I was trying to sort a series of polar coordinates by compass direction: everything in the N sector, then NNE, NE, ENE, E, … This is trickier than it looks, since the North sector includes angles between 348.75° and 11.25°.

It’s easier to think of the problem instead of being one of N bins centred on 0°, but rather one of 2N bins starting at 0°. Then, all one needs to do is shift everything round by one of these half bins (so +1, modulo 2N), then divide the number of bins back to the number we want. Done!

Here’s some code to do it. It may look like C-like pseudocode, but it’s real live AWK:

function bin(angle,nbins){
  return int(((int(angle/(360.0/(nbins*2)))+1)%(nbins*2))/2);
}

You probably want the angles to be between 0..360°. But you knew that.

Categories
GIS

Drawing Eggs

When designing wind farms, you need to keep the turbines a certain distance apart from one another. If you don’t, the wakes from the turbines reduce efficiency, and the turbulence can reduce the warranted life of the machine. Typically, a manufacturer might specify a minimum downwind separation of 5 diameters, and a crosswind separation of 3 diameters. It’s an easy check with a buffer overlap, but these buffers are elliptical, which not all GIS packages can draw.

Take, for example, the following three points designated as (completely made-up)  wind turbine locations:

name    XCOORD           YCOORD
1    557186.675000    4757125.590000
2    557447.931000    4756968.690000
3    557664.999000    4756817.810000

These look quite far apart, even if you were using large, 100+m diameter wind turbines:

But if we have a wind direction of 210°, downwind/crosswind separation of 5D & 3D respectively, and a 101m diameter rotor, it’s not so good:

Turbines 2 & 3 are too close together; the ellipses shouldn’t touch.

As awk is the only scripting language I have on my work computer, I wrote the script that generates the buffer shapefile in awk. The script calls Frank’s Shapefile C Library utilities to actually make the shapefile.
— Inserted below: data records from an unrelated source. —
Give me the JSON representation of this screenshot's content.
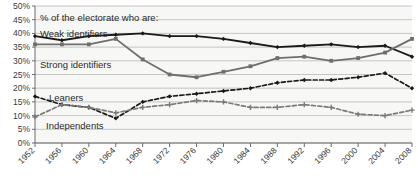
{
  "chart_data": {
    "type": "line",
    "title": "",
    "subtitle": "",
    "xlabel": "",
    "ylabel": "",
    "annotation": "% of the electorate who are:",
    "categories": [
      1952,
      1956,
      1960,
      1964,
      1968,
      1972,
      1976,
      1980,
      1984,
      1988,
      1992,
      1996,
      2000,
      2004,
      2008
    ],
    "x": [
      "1952",
      "1956",
      "1960",
      "1964",
      "1968",
      "1972",
      "1976",
      "1980",
      "1984",
      "1988",
      "1992",
      "1996",
      "2000",
      "2004",
      "2008"
    ],
    "ylim": [
      0,
      50
    ],
    "yticks": [
      "0%",
      "5%",
      "10%",
      "15%",
      "20%",
      "25%",
      "30%",
      "35%",
      "40%",
      "45%",
      "50%"
    ],
    "ytick_values": [
      0,
      5,
      10,
      15,
      20,
      25,
      30,
      35,
      40,
      45,
      50
    ],
    "grid": true,
    "legend_position": "inline-annotations",
    "series": [
      {
        "name": "Weak identifiers",
        "color": "#1a1a1a",
        "style": "solid",
        "marker": "diamond",
        "values": [
          39,
          37.5,
          39,
          39.5,
          40,
          39,
          39,
          38,
          36.5,
          35,
          35.5,
          36,
          35,
          35.5,
          31.5
        ]
      },
      {
        "name": "Strong identifiers",
        "color": "#6e6e6e",
        "style": "solid",
        "marker": "square",
        "values": [
          36,
          36,
          36,
          38,
          30.5,
          25,
          24,
          26,
          28,
          31,
          31.5,
          30,
          31,
          33,
          38
        ]
      },
      {
        "name": "Leaners",
        "color": "#1a1a1a",
        "style": "dashed",
        "marker": "diamond",
        "values": [
          17,
          14,
          13,
          9,
          15,
          17,
          18,
          19,
          20,
          22,
          23,
          23,
          24,
          25.5,
          20
        ]
      },
      {
        "name": "Independents",
        "color": "#7a7a7a",
        "style": "dashed",
        "marker": "plus",
        "values": [
          9.5,
          14,
          13,
          11,
          13,
          14,
          15.5,
          15,
          13,
          13,
          14,
          13,
          10.5,
          10,
          12
        ]
      }
    ]
  },
  "annotations": {
    "header": "% of the electorate who are:",
    "weak": "Weak identifiers",
    "strong": "Strong identifiers",
    "leaners": "Leaners",
    "independents": "Independents"
  },
  "colors": {
    "weak": "#1a1a1a",
    "strong": "#6e6e6e",
    "leaners": "#1a1a1a",
    "independents": "#7a7a7a",
    "grid": "#b9b9b9",
    "axis": "#6a6a6a",
    "plot_bg": "#f7f7f5"
  }
}
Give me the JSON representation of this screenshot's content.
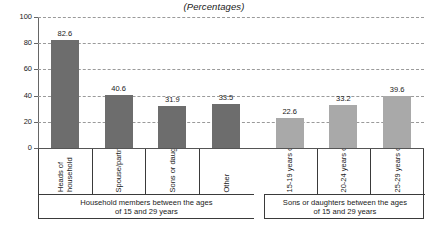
{
  "chart_data": {
    "type": "bar",
    "title": "(Percentages)",
    "xlabel": "",
    "ylabel": "",
    "ylim": [
      0,
      100
    ],
    "yticks": [
      "0",
      "20",
      "40",
      "60",
      "80",
      "100"
    ],
    "grid": true,
    "legend": "none",
    "categories": [
      "Heads of household",
      "Spouse/partner",
      "Sons or daughters",
      "Other",
      "15-19 years of age",
      "20-24 years of age",
      "25-29 years of age"
    ],
    "values": [
      82.6,
      40.6,
      31.9,
      33.5,
      22.6,
      33.2,
      39.6
    ],
    "value_labels": [
      "82.6",
      "40.6",
      "31.9",
      "33.5",
      "22.6",
      "33.2",
      "39.6"
    ],
    "groups": [
      {
        "caption": "Household members between the ages of 15 and 29 years",
        "caption_line1": "Household members between the ages",
        "caption_line2": "of 15 and 29 years",
        "color": "#6d6d6d",
        "categories": [
          "Heads of household",
          "Spouse/partner",
          "Sons or daughters",
          "Other"
        ],
        "values": [
          82.6,
          40.6,
          31.9,
          33.5
        ]
      },
      {
        "caption": "Sons or daughters between the ages of 15 and 29 years",
        "caption_line1": "Sons or daughters between the ages",
        "caption_line2": "of 15 and 29 years",
        "color": "#a9a9a9",
        "categories": [
          "15-19 years of age",
          "20-24 years of age",
          "25-29 years of age"
        ],
        "values": [
          22.6,
          33.2,
          39.6
        ]
      }
    ]
  },
  "colors": {
    "bar_dark": "#6d6d6d",
    "bar_light": "#a9a9a9",
    "gridline": "#9a9a9a",
    "axis": "#666666",
    "table_border": "#3a3a3a",
    "text": "#1a1a1a",
    "background": "#ffffff"
  },
  "cat_labels": {
    "c0_line1": "Heads of",
    "c0_line2": "household",
    "c1": "Spouse/partner",
    "c2": "Sons or daughters",
    "c3": "Other",
    "c4": "15-19 years of age",
    "c5": "20-24 years of age",
    "c6": "25-29 years of age"
  }
}
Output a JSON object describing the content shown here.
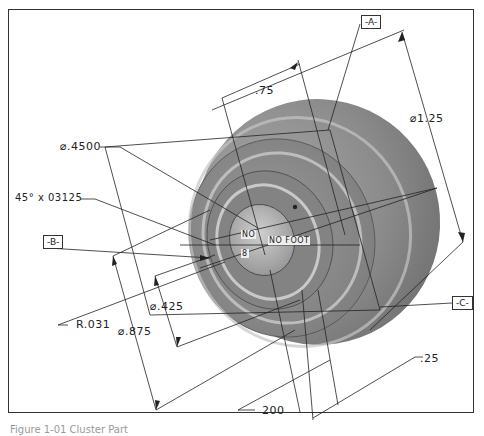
{
  "drawing": {
    "type": "isometric-engineering-drawing",
    "subject": "cylindrical part with counterbore",
    "colors": {
      "line": "#222222",
      "part_dark": "#6a6a6a",
      "part_mid": "#8c8c8c",
      "part_light": "#b5b5b5",
      "frame": "#333333",
      "background": "#ffffff"
    }
  },
  "datums": {
    "a": "-A-",
    "b": "-B-",
    "c": "-C-"
  },
  "dimensions": {
    "dia_4500": "⌀.4500",
    "chamfer": "45° x 03125",
    "radius": "R.031",
    "dia_425": "⌀.425",
    "dia_875": "⌀.875",
    "length_75": ".75",
    "dia_125": "⌀1.25",
    "length_25": ".25",
    "length_200": "200"
  },
  "center_labels": {
    "label_1": "NO",
    "label_2": "NO FOOT",
    "label_3": "8"
  },
  "caption": {
    "text": "Figure 1-01 Cluster Part"
  }
}
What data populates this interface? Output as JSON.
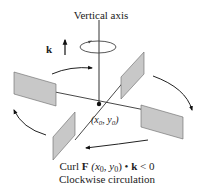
{
  "diagram": {
    "axis_label": "Vertical axis",
    "k_label": "k",
    "point_label_x": "(x",
    "point_label_sub0": "0",
    "point_label_mid": ", y",
    "point_label_sub1": "0",
    "point_label_end": ")",
    "caption_line1_curl": "Curl ",
    "caption_line1_F": "F",
    "caption_line1_args_a": " (x",
    "caption_line1_args_sub0": "0",
    "caption_line1_args_b": ", y",
    "caption_line1_args_sub1": "0",
    "caption_line1_args_c": ") • ",
    "caption_line1_k": "k",
    "caption_line1_rel": " < 0",
    "caption_line2": "Clockwise circulation",
    "colors": {
      "panel_fill": "#c8c8c8",
      "panel_stroke": "#555555",
      "line": "#222222",
      "arrow": "#111111"
    }
  }
}
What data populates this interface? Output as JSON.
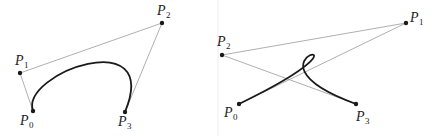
{
  "figures": [
    {
      "name": "cubic-bezier-simple",
      "points": [
        {
          "id": "P0",
          "letter": "P",
          "sub": "0",
          "x": 33,
          "y": 111,
          "lx": 20,
          "ly": 125
        },
        {
          "id": "P1",
          "letter": "P",
          "sub": "1",
          "x": 20,
          "y": 73,
          "lx": 15,
          "ly": 65
        },
        {
          "id": "P2",
          "letter": "P",
          "sub": "2",
          "x": 162,
          "y": 23,
          "lx": 157,
          "ly": 15
        },
        {
          "id": "P3",
          "letter": "P",
          "sub": "3",
          "x": 125,
          "y": 112,
          "lx": 118,
          "ly": 126
        }
      ],
      "polygon": "33,111 20,73 162,23 125,112",
      "curve": "M33,111 C20,73 162,23 125,112",
      "curve_style": "arc"
    },
    {
      "name": "cubic-bezier-loop",
      "points": [
        {
          "id": "P0",
          "letter": "P",
          "sub": "0",
          "x": 239,
          "y": 104,
          "lx": 224,
          "ly": 117
        },
        {
          "id": "P1",
          "letter": "P",
          "sub": "1",
          "x": 406,
          "y": 23,
          "lx": 410,
          "ly": 22
        },
        {
          "id": "P2",
          "letter": "P",
          "sub": "2",
          "x": 222,
          "y": 55,
          "lx": 217,
          "ly": 46
        },
        {
          "id": "P3",
          "letter": "P",
          "sub": "3",
          "x": 356,
          "y": 104,
          "lx": 356,
          "ly": 121
        }
      ],
      "polygon": "239,104 406,23 222,55 356,104",
      "curve": "M239,104 C406,23 222,55 356,104",
      "curve_style": "loop"
    }
  ],
  "colors": {
    "control_polygon": "#9a9a9a",
    "curve": "#1a1a1a",
    "background": "#ffffff"
  }
}
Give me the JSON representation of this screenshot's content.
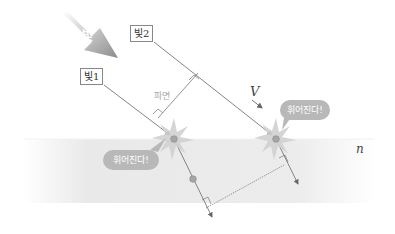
{
  "diagram": {
    "big_arrow_label": "빛",
    "ray_labels": [
      "빛1",
      "빛2"
    ],
    "wavefront_label": "파면",
    "velocity_label": "V",
    "medium_label": "n",
    "bubbles": [
      "휘어진다!",
      "휘어진다!"
    ],
    "colors": {
      "medium_band": "#ececec",
      "ray_line": "#777777",
      "hit_point": "#a6a6a6",
      "bubble": "#b8b8b8",
      "big_arrow": "#9a9a9a"
    }
  }
}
Here’s the code:

#!/bin/awk -f
# draw an ellipse based on turbine location to generate
#  for WTG separation buffer
# scruss - 2011-09-27

# assumes that stdin has three columns:
#  1 - label
#  2 - x coordinate
#  3 - y coordinate

# variables:
#  diameter = rotor diameter
#  cross = crosswind separation, diameters
#  down = downwind separation, diameters
#  wind = prevailing wind direction
#  base = base for shape file name

BEGIN {
	OFMT="%.1f";
	CONVFMT="%.1f";
	OFS=" ";

	if (diameter < 0) {
		print "diameter must be set";
		exit;
	}

	if (cross < 0) {
		print "cross must be set";
		exit;
	}

	if (down < 0) {
		print "down must be set";
		exit;
	}

	if (down < cross) {
		print "down must be greater than cross";
		exit;
	}

	if (wind < 0) {
		print "wind must be set";
		exit;
	}

	if (base ~ /^$/) {
		print "base must be a string";
		exit;
	}

	pi = 3.141592654; # I know, I know ...
	# calc cartesian angle from wind bearing, in radians
	beta = ((450 - wind)%360) * pi/180;

	# output shapelib tools init commands
	print "dbfcreate " base " -s name 40";
	print "shpcreate " base " polygon";
}

# for every line
{
	name=$1;
	x=$2;
	y=$3;

	major = diameter * down/2;
	minor = diameter * cross/2;
	first="";
	points="";
	maxn=36;
	for (i=0; i<maxn; i++) {
	    alpha = (i * (360/maxn)) * pi/180;
	    x1 = x + major * cos(alpha) * cos(beta) - minor * sin(alpha) * sin(beta);
	    y1 = y +  major * cos(alpha) * sin(beta) + minor * sin(alpha) * cos(beta);
	    if (i == 0) { # store the first point
		first= x1 " " y1;
	    }
	    points = points  " " x1 " " y1;
	}
	points = points  " " first;
	print "dbfadd " base ".dbf " name;
	print "shpadd " base, points;
}

awk is charmingly odd in that you can specify variable on the command line. Here’s how I called it, with the above coordinates as input:

awk -v diameter=101 -v cross=3 -v down=5 -v wind=210 -v base="fakewtg-ellipse" -f separation.awk

Pipe the output through a shell, and there are your ellipses.